UP registers two cases under new anti-conversion law
text_fieldsLucknow: The Uttar Pradesh police has registered two cases under the controversial Unlawful Religious Conversion Ordinance since its promulgation on Friday. However, the police has invoked the provisions under the new law for the cases registered much earlier.
The first case, was registered at Deorania police station on Saturday in Bareilly, which had originally been registered in 2019.
Dainik Baskar reported that a youth named Uvais was accused of luring the girl to convert. The accused is charged with coercion, undue influence, intimidation among others in the case.
According to reports, the police is searching for the accused who is absconding from home.
The girl, who lives in a village in Deoria was acquainted with Uvais. Both studied in the same college till inter. Family of the girl accuse Uvais of harassing her even after the girl moved to another college for further studies.
Despite the family's effort to withdraw the youth from the attempt, he refused to give-up. Eventually, the girl was married off to another guy in May. However, the Uvais continued to harass her and the family.
The Hindu quoted the girl's brother as saying that the family had not approached the police for the latest FIR, but that it was the police which came to their house to question them about the earlier case.
"Police came to our house. And said there was an old file lying (with them). Police told me they are taking him (father) to the police station for questioning for some investigation," the Hindu quoted him as saying.
The second case was registered on Monday at Izatnagar police station in Bareilly, according to Aaj Tak. As per the complaint, a marriage was consummated under fake identity. Although the case was registered earlier, new charges under the ordinance were imposed on the accused after promulgation of the ordinance.
Under the new law, coerced religious conversions will be treated as cognizable and non-bailable offences, with penalties up to 10 years in jail if the accused is found to have married through "misrepresentation, force, undue influence, coercion, allurement or other allegedly fraudulent means". Other violations in the law also mention that the guilty can be imprisoned for over a year extendable to five years with a fine of Rs 15,000. In case of unlawful conversion of a minor, or a woman of a Scheduled Caste or Scheduled Tribe community, the punishment could be extended to 10 years with a fine of Rs 25,000.
The law has stirred controversy across the country and many have raised concerns fearing the law may be devised against Muslim youth.
BSP supremo Mayawati on Monday demanded the UP government to reconsider the law.
"The new ordinance introduced in haste by the UP government against love jihad is riddled with doubts since religious conversion through compulsion or fraud has found no acceptability or respectability anywhere in the country," BSP chief said today in a Hindi tweet.
Meanwhile former Supreme Court judge Justice Madan B Lokur criticized the ordinance and described it as "placing on the backseat the freedom of choice and dignity".

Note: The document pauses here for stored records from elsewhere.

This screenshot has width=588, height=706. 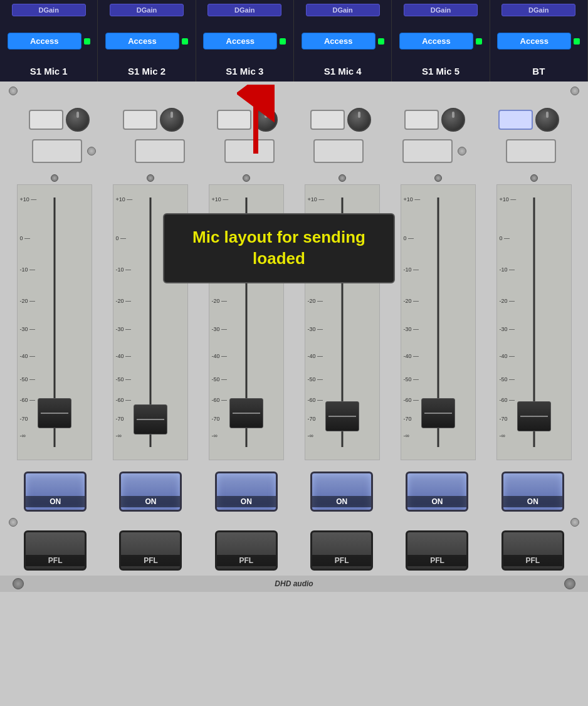 I want to click on pfl-label-1: PFL, so click(x=55, y=561).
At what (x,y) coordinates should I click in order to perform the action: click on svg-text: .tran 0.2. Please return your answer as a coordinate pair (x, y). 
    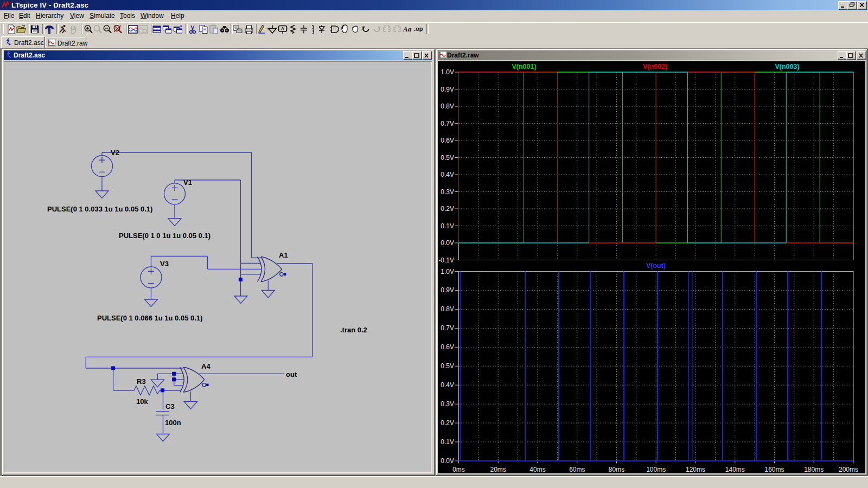
    Looking at the image, I should click on (354, 330).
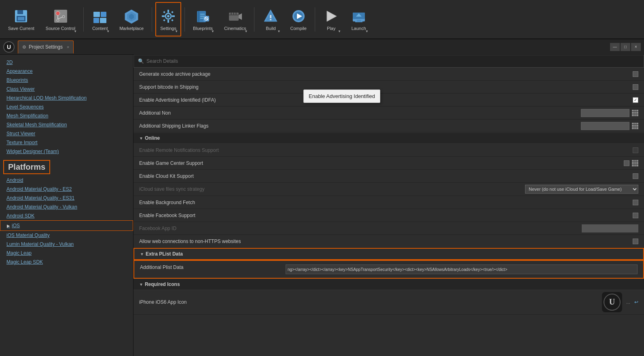 The height and width of the screenshot is (356, 644). I want to click on ios-arrow-icon: ▶, so click(8, 226).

Justice Lokur was delivering the Seventh Sunil Memorial Lecture held on November 29.
"Although 'love jihad' has no definition, one chief minister has defined it as 'Jihadis playing with the honour and dignity of our sisters and daughters by hiding their real names and identities'. Another chief minister went to the extent of saying that 'if these Jihadis don't mend their ways, it is the beginning of the journey to their graves'. Is this possible death sentence already pronounced sanctioned under the Constitution or by the law? This seems to be a resurgence of the trend of mob lynching...What about the freedom of choice? Why not declare a war on child marriage, which by definition is a forced marriage?", asked Justice Lokur.
"Our carefully-crafted dignity jurisprudence which has been assiduously developed by the Supreme Court over years is being given a cremation of the Hathras kind", he said.